Green Snail Spring
Spring-bright and satin-smooth, Green Snail Spring turns tiny, downy buds into a luminous cup. This is a pure-bud Bi Luo Chun green tea, hand-rolled into tight spirals that unfurl with bright sweetness and a silken feel. Picked at the end of February in Mojiang, Yunnan, it favors clarity over heft. The first sips show steamed greens and light citrus. As the curls relax, sweetness deepens toward sugarcane with a gentle mineral snap. The effect is lift without sharpness, depth without weight. Feature meets advantage meets outcome: pure tips concentrate aroma, precise fixing keeps color and freshness, and the result is a clean, lively finish that lingers. Bi Luo Chun green tea has many regional voices; Mojiang’s version speaks in a fuller, spring-sweet accent that feels poised and modern.
Mountain finesse
Mojiang rises in the Ailao foothills around 1 300 m, where cool nights and misted mornings keep buds tender. That growing environment (soil, altitude, climate) and how it shapes taste matters here. Altitude slows growth and boosts fragrance. The cup carries a greener, mineral edge with gentle sugarcane length across short infusions. Only unopened tips are plucked, no attached leaf. After a brief rest, buds receive a precise kill-green to halt oxidation, are hand-rolled into protective curls, then finished low and slow. The spiral shape meters flavor release, so each infusion shifts from citrus and steamed greens toward young pea shoots and sweet almond. Yunkang #100, a tea plant variety selected from local assamica, gives a buoyant texture rather than heaviness. You taste concentration without bitterness and perfume without fuss. This 2025 first-flush window is narrow, and careful hand work keeps the coils intact. Output is naturally modest, a quiet reason the tea feels focused and composed. Bi Luo Chun (Green Snail Spring) appears once more in the cup’s long, lively aftertaste, reminding you why this classic name endures.
FAQ
What makes this a “pure-bud” tea?
Pickers take only unopened tips. That standard raises natural sweetness, polishes texture, and preserves high fragrance for a cleaner, more precise cup.

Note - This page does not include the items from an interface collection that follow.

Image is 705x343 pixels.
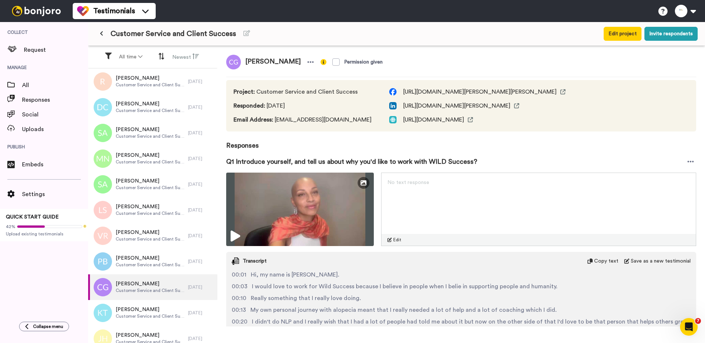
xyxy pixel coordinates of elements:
[116,255,185,262] span: [PERSON_NAME]
[116,203,185,210] span: [PERSON_NAME]
[234,117,273,123] span: Email Address :
[243,257,267,265] span: Transcript
[234,89,255,95] span: Project :
[389,116,397,123] img: web.svg
[115,50,147,64] button: All time
[234,103,265,109] span: Responded :
[389,102,397,109] img: linked-in.png
[389,88,397,96] img: facebook.svg
[116,159,185,165] span: Customer Service and Client Success
[116,280,185,288] span: [PERSON_NAME]
[252,282,558,291] span: I would love to work for Wild Success because I believe in people when I belie in supporting peop...
[226,173,374,246] img: d7da1dff-94ff-47d1-8c86-e4371384e412-thumbnail_full-1757806483.jpg
[403,87,557,96] span: [URL][DOMAIN_NAME][PERSON_NAME][PERSON_NAME]
[88,300,217,326] a: [PERSON_NAME]Customer Service and Client Success[DATE]
[631,257,691,265] span: Save as a new testimonial
[22,190,88,199] span: Settings
[116,126,185,133] span: [PERSON_NAME]
[22,110,88,119] span: Social
[116,152,185,159] span: [PERSON_NAME]
[116,100,185,108] span: [PERSON_NAME]
[111,29,236,39] span: Customer Service and Client Success
[226,156,478,167] span: Q1 Introduce yourself, and tell us about why you'd like to work with WILD Success?
[88,94,217,120] a: [PERSON_NAME]Customer Service and Client Success[DATE]
[88,69,217,94] a: [PERSON_NAME]Customer Service and Client Success[DATE]
[93,6,135,16] span: Testimonials
[88,223,217,249] a: [PERSON_NAME]Customer Service and Client Success[DATE]
[6,231,82,237] span: Upload existing testimonials
[251,306,557,314] span: My own personal journey with alopecia meant that I really needed a lot of help and a lot of coach...
[88,120,217,146] a: [PERSON_NAME]Customer Service and Client Success[DATE]
[116,332,185,339] span: [PERSON_NAME]
[77,5,89,17] img: tm-color.svg
[232,306,246,314] span: 00:13
[232,282,248,291] span: 00:03
[94,175,112,194] img: sa.png
[116,236,185,242] span: Customer Service and Client Success
[188,79,214,84] div: [DATE]
[22,81,88,90] span: All
[232,317,248,326] span: 00:20
[82,223,88,230] div: Tooltip anchor
[116,82,185,88] span: Customer Service and Client Success
[188,310,214,316] div: [DATE]
[116,210,185,216] span: Customer Service and Client Success
[9,6,64,16] img: bj-logo-header-white.svg
[116,177,185,185] span: [PERSON_NAME]
[594,257,619,265] span: Copy text
[116,133,185,139] span: Customer Service and Client Success
[321,59,327,65] img: info-yellow.svg
[241,55,305,69] span: [PERSON_NAME]
[232,257,239,265] img: transcript.svg
[680,318,698,336] iframe: Intercom live chat
[388,180,429,185] span: No text response
[168,50,203,64] button: Newest
[88,274,217,300] a: [PERSON_NAME]Customer Service and Client Success[DATE]
[116,229,185,236] span: [PERSON_NAME]
[695,318,701,324] span: 7
[252,317,690,326] span: I didn't do NLP and I really wish that I had a lot of people had told me about it but now on the ...
[393,237,401,243] span: Edit
[94,227,112,245] img: vr.png
[251,294,361,303] span: Really something that I really love doing.
[94,201,112,219] img: ls.png
[188,181,214,187] div: [DATE]
[604,27,642,41] button: Edit project
[188,259,214,264] div: [DATE]
[19,322,69,331] button: Collapse menu
[188,207,214,213] div: [DATE]
[188,104,214,110] div: [DATE]
[116,313,185,319] span: Customer Service and Client Success
[188,284,214,290] div: [DATE]
[403,101,511,110] span: [URL][DOMAIN_NAME][PERSON_NAME]
[116,306,185,313] span: [PERSON_NAME]
[116,185,185,191] span: Customer Service and Client Success
[116,288,185,293] span: Customer Service and Client Success
[232,270,246,279] span: 00:01
[33,324,63,329] span: Collapse menu
[344,58,383,66] div: Permission given
[88,146,217,172] a: [PERSON_NAME]Customer Service and Client Success[DATE]
[188,156,214,162] div: [DATE]
[188,336,214,342] div: [DATE]
[234,87,375,96] span: Customer Service and Client Success
[94,98,112,116] img: dc.png
[232,294,246,303] span: 00:10
[234,101,375,110] span: [DATE]
[94,304,112,322] img: kt.png
[94,72,112,91] img: r.png
[403,115,464,124] span: [URL][DOMAIN_NAME]
[22,125,88,134] span: Uploads
[6,215,59,220] span: QUICK START GUIDE
[94,149,112,168] img: mn.png
[645,27,698,41] button: Invite respondents
[94,278,112,296] img: cg.png
[234,115,375,124] span: [EMAIL_ADDRESS][DOMAIN_NAME]
[188,233,214,239] div: [DATE]
[116,75,185,82] span: [PERSON_NAME]
[24,46,88,54] span: Request
[251,270,339,279] span: Hi, my name is [PERSON_NAME].
[22,160,88,169] span: Embeds
[94,252,112,271] img: pb.png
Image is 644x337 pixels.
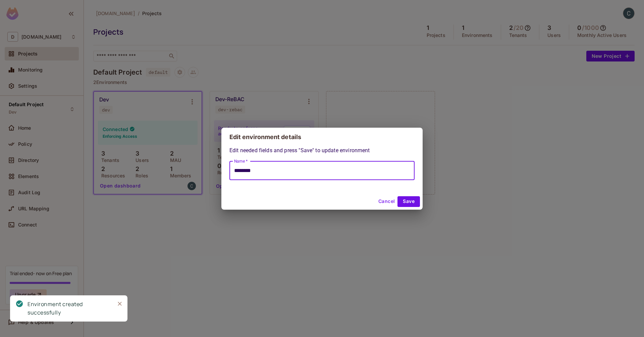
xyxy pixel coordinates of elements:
button: Save [398,196,420,207]
div: Environment created successfully [28,300,109,317]
button: Close [115,299,125,309]
label: Name * [234,158,247,164]
div: Edit needed fields and press "Save" to update environment [229,147,415,180]
button: Cancel [376,196,398,207]
h2: Edit environment details [221,127,423,147]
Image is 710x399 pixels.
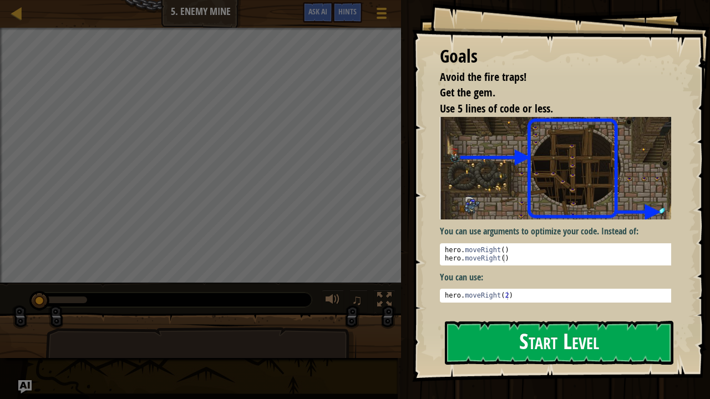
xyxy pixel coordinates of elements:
[338,6,357,17] span: Hints
[368,2,395,28] button: Show game menu
[352,292,363,308] span: ♫
[440,225,679,238] p: You can use arguments to optimize your code. Instead of:
[440,85,495,100] span: Get the gem.
[426,101,668,117] li: Use 5 lines of code or less.
[440,117,679,220] img: Enemy mine
[322,290,344,313] button: Adjust volume
[440,271,679,284] p: You can use:
[308,6,327,17] span: Ask AI
[445,321,673,365] button: Start Level
[349,290,368,313] button: ♫
[440,44,671,69] div: Goals
[18,381,32,394] button: Ask AI
[373,290,395,313] button: Toggle fullscreen
[426,85,668,101] li: Get the gem.
[426,69,668,85] li: Avoid the fire traps!
[303,2,333,23] button: Ask AI
[440,69,526,84] span: Avoid the fire traps!
[440,101,553,116] span: Use 5 lines of code or less.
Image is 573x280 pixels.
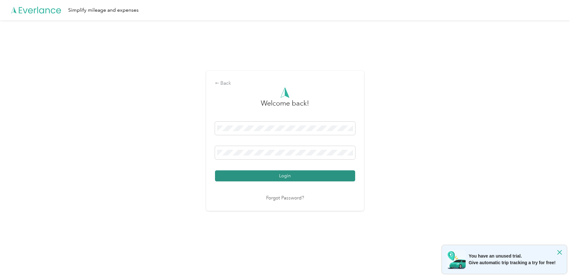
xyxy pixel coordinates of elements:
[215,170,355,181] button: Login
[215,80,355,87] div: Back
[261,98,309,115] h3: greeting
[552,245,566,259] button: Close Message
[68,6,138,14] div: Simplify mileage and expenses
[266,194,304,202] a: Forgot Password?
[468,252,555,266] span: You have an unused trial. Give automatic trip tracking a try for free!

How does Mojiang’s style differ from Dongting?
Mojiang tends slightly fuller and greener, with sugarcane sweetness and a mineral line. Dongting is lighter and more overtly floral. Both share the signature spiral buds.
Which variety is used?
Yunkang #100, a tea plant variety from Yunnan’s assamica lineage. It supports thickness in the liquor while staying fresh and bright when processed as green tea.
Is it caffeinated?
Yes. Comparable to other early-spring greens. Expect gentle mental lift, not a heavy jolt, thanks to the pure-bud pick and careful processing.
Why are the spirals so small?
They’re hand-rolled from tiny first-flush tips. The tight curl protects delicate buds, slows extraction, and helps flavors unfold gracefully across short steeps.